November 10, 2005

New Labour, Facsists

I haven't done much on the 90 Days Internment For No Reason Bill that blair recently tried to push through. He only managed 28 days, still four times longer than any other Common Law country in the world, and that does mark a small defeat for New Labour and in these dark days anything is better than nothing.

Here are few notes made by better bloggers on this issue.

First the Spy Blog which notes:
Charles Clarke claimed that somehow he would probably have been convicted in the "ricin plot" if he had been held for 90 days. Merguerba has been supposedly jailed for 10 years in Algeria. We use the word "supposedly" because no UK Police etc have been allowed to interview him by the military dictatorship.
However, Labour backbencher Chris Mullins pointed out that this man had been released without charge by the Police, not after 14 days, but after only 2 days
which shows that quite clearly the Police is not even using the 14 days that they already have, a measure also brought in by New Labour "last January 2004". Another of the claimed reasons for needing more time is that if the terrorist suspects are using strong encryption it will take time to break the cyphers. However they seem to have forgotten that they already put laws in place to deal with this way back in 2000. Perhaps due to the simple volume of new legislation they have forgotten the provisions of the RIP Act of 2000 that make it an offense, with a punishment of up to 2 years imprisonment, to have encrypted data on your hard disk and then not hand over the keys when asked any anyone of a, very large, list of possible snoopers. Reversing the burden of proof in the process since it is up to the accused to prove that they cannot. However like much New Labour legislation
the laws governing surveillance of the net [RIPA] were unenforceable because they had been so badly bungled.
So instead of correcting the abuses they have already perpetrated to actually get something out of them the new Labour approach is to use their own ineptitude as an excuse to attack a whole new area of civil liberties.

So New Labour needs more time because of the threat of terrorism despite during the whole period of the IRA's violence, a period where bombings where a monthly occurrence as opposed to now, the limit was only 7 days. So the police need these powers despite there being much less terrorism around now, as Politicalog says quoting The Guardian:
Conventional wisdom - informed by a steady stream of political rhetoric - says that this is a response to the increasing risk posed by global terrorism since the attack on the twin towers. Indeed, the British government's recent leaflet advising citizens what to do in the event of an attack - together with a succession of warnings from the US government - imply the risk has reached unprecedented levels. And yet what is strikingly absent from both public discussion or news coverage is that there is little concrete evidence to support this view.

The US government's own figures on international terrorism - which it defines as the targeting of non-combatants or property by non-state agents and includes the actions of groups like the IRA, the UDF and Eta - suggests that the most active period of international terrorist activity was the mid-80s. With occasional blips - such as 1991 and 1999 to 2001 - the annual number of terrorist attacks has been in general decline since then.
Which kind of indicates that the whole war on terror is just a smoke screen for the New Labour war on civil liberties, since there is currently much less terrorism around than in the past (despite the best efforts of the Islamist nutters).

Chicken Yoghurt is a bit more sympathetic than me about the motivations of New Labour saying:
I fervently try not to believe that this Government is truly evil but instead cling to the hope that the Prime Minister and his crew are in fact just emotionally-retarded inadequates desperately trying to compensate for being bullied as children. But it's so difficult some times.
He also notices how much the detention period has been going up, even if you discount the house arrest without trial orders that New Labour have already brought in. To Chicken Yoghurt
It [New Labour] seems to have been forgotten that the current detention period is about to be doubled to a lengthy 28 days and getting legislation renewed after the lapsing of a sunset clause never troubled any government. It's the old boiling frog again. This is the second doubling of the detention period in three years. If New Labour are prepared to wait it out, they'll get their 90 days within six years if they play it clever (just ask for wildly inordinate periods every couple of years and then meet the opposition halfway). But no. They want it now. NOW, NOW, NOW, NOW, NOW!

It's like watching the spoilt kid who throws a strop when he doesn't win pass-the-parcel at his own birthday party: nobody knows quite where to look and pointing at the huge pile of presents stacked up in the corner (this is, after all, only Blair's only defeat in eight years) counts for nowt.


● About this exercise: All records need to be reproduced exactly. Keep every word as it is.

------------------------------------

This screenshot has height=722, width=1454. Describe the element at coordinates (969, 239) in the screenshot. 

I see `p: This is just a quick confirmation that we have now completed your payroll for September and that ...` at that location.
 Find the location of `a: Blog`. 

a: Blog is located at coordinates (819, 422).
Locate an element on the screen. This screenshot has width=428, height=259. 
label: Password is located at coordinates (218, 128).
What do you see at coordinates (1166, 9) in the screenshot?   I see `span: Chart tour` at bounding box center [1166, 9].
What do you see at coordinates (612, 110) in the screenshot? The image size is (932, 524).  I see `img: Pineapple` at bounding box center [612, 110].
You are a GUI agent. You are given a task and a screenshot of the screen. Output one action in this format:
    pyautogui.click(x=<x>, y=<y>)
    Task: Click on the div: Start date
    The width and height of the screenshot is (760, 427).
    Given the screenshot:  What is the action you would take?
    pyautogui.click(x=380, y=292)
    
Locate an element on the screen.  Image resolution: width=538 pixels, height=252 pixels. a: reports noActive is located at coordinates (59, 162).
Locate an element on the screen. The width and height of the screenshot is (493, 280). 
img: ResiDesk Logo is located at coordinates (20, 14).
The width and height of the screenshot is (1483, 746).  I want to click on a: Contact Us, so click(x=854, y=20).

------------------------------------

● Answer below:
This screenshot has height=722, width=1454. Describe the element at coordinates (969, 239) in the screenshot. 

I see `p: This is just a quick confirmation that we have now completed your payroll for September and that ...` at that location.
 Find the location of `a: Blog`. 

a: Blog is located at coordinates (819, 422).
Locate an element on the screen. This screenshot has width=428, height=259. 
label: Password is located at coordinates (218, 128).
What do you see at coordinates (1166, 9) in the screenshot?   I see `span: Chart tour` at bounding box center [1166, 9].
What do you see at coordinates (612, 110) in the screenshot? The image size is (932, 524).  I see `img: Pineapple` at bounding box center [612, 110].
You are a GUI agent. You are given a task and a screenshot of the screen. Output one action in this format:
    pyautogui.click(x=<x>, y=<y>)
    Task: Click on the div: Start date
    The width and height of the screenshot is (760, 427).
    Given the screenshot:  What is the action you would take?
    pyautogui.click(x=380, y=292)
    
Locate an element on the screen.  Image resolution: width=538 pixels, height=252 pixels. a: reports noActive is located at coordinates (59, 162).
Locate an element on the screen. The width and height of the screenshot is (493, 280). 
img: ResiDesk Logo is located at coordinates (20, 14).
The width and height of the screenshot is (1483, 746).  I want to click on a: Contact Us, so click(x=854, y=20).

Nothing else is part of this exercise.